How to document your equity position
The lender will ask for evidence of where the equity is coming from before closing. The cleaner this documentation is, the less friction at closing:
- Cash injection: Bank statement showing the funds, confirmation of the wire at closing, or solicitor trust ledger where applicable.
- Asset contribution: Independent appraisal of the asset, title search or ownership documentation, and confirmation from the lender's security review.
- Vendor take-back: Fully executed VTB promissory note with subordination language reviewed by the lender's legal counsel, plus the Purchase and Sale Agreement showing the split between CSBFP-financed amount, borrower equity, and VTB.
Assembling these documents takes time. The Loan Preparation episode walks through the full document set; the equity documentation is Section A of the checklist.
How equity injection interacts with the loan ceiling
The CSBFP term loan caps at $1,000,000 (with a $150,000 sub-limit for working-capital line of credit and intangibles). The equity injection calculation matters for borrowers whose project costs are above that cap.
If your total project is $1.2M and the CSBFP maximum is $1M, you are not automatically covering $200,000 from equity. A portion of that $200,000 might come from conventional senior financing that sits alongside the CSBFP loan. Lenders handling larger projects will often structure a hybrid: CSBFP to the program cap, conventional term loan or equipment finance for the balance. The equity injection calculation then has to account for both tranches.
This is structuring work that belongs in the CPA engagement before the lender meeting. The Understanding the CSBFP episode explains the government guarantee mechanics; the Banking is Hard Work episode covers the underwriting process from the lender's side. Both are useful pre-meeting context.
The negotiation you can actually have
The equity injection requirement is not fixed. It is a credit decision, and credit decisions respond to the full package.
A business with strong financials, a clean 12-month bank history, and an asset with a clear resale market might get a lender comfortable at 10% when their standard policy is 15%. A startup with thin cash can sometimes substitute a deeper asset analysis — an equipment appraisal showing strong residual value, a lease-to-own structure that keeps the asset on the business's balance sheet — that gets the lender to a lower equity number.

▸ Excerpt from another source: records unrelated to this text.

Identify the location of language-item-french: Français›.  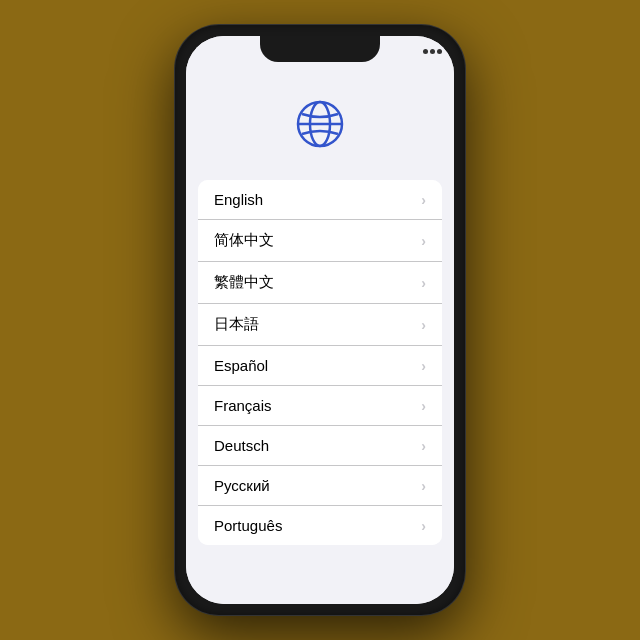
(320, 406).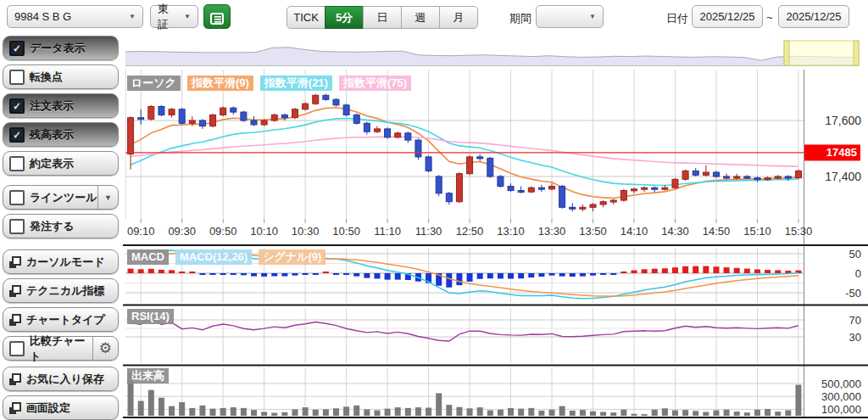 The width and height of the screenshot is (868, 420). I want to click on sidebar-item-cursor-mode: カーソルモード, so click(61, 261).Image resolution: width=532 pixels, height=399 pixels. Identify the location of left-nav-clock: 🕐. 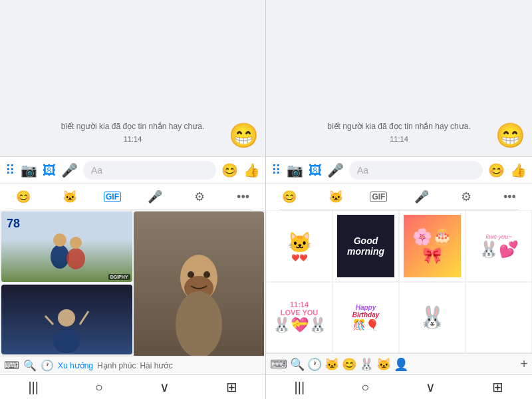
(47, 366).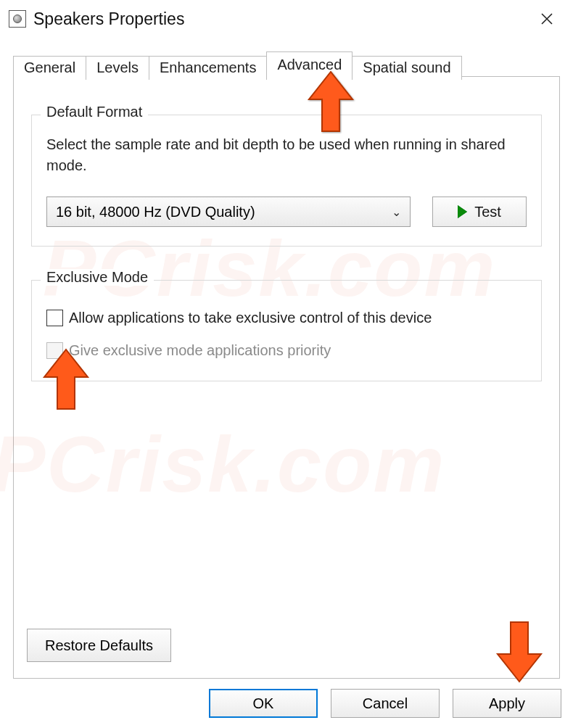 Image resolution: width=573 pixels, height=728 pixels. What do you see at coordinates (94, 112) in the screenshot?
I see `group-legend: Default Format` at bounding box center [94, 112].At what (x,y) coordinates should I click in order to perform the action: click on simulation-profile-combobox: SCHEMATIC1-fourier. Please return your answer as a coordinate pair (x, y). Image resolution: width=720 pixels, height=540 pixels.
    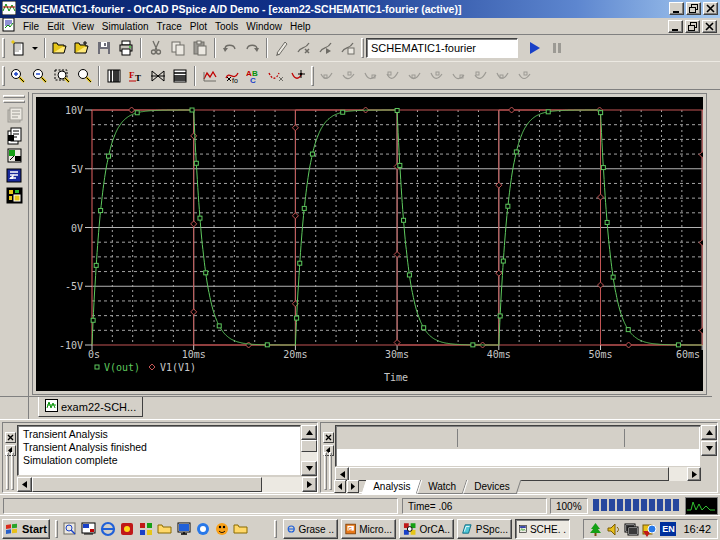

The CPA's role in this negotiation is to build the package that gives the lender the fewest reasons to ask for more equity than necessary. That means normalized financials, a realistic projection model with sensitivity analysis, and a debt-service coverage analysis that holds up even on conservative assumptions. When the file is strong, the equity ask tends to come down.
The opposite is also true: a thin file that leaves the lender uncertain about coverage tends to produce a higher equity ask as the lender's hedge. Coming in with a clean package is almost always worth more than trying to negotiate the number up front.
Starting the CSBFP process
The /sbl module walks through the full application: qualification check, document gathering, lender package preparation, and rating. The equity planning happens at the qualification-check stage, before documents are gathered, because it determines how much cash needs to be in place before the file moves forward.
If CSBFP doesn't fit — the project is above the cap, the asset class isn't eligible, or the business needs working capital beyond the $150,000 line — the Alternative Funding Options (AFO) module covers the rest of the landscape. Equipment finance, asset-based revolvers, revenue-based financing, and the government grant stack all have their own equity or contribution requirements; the AFO screener narrows the catalog in two questions.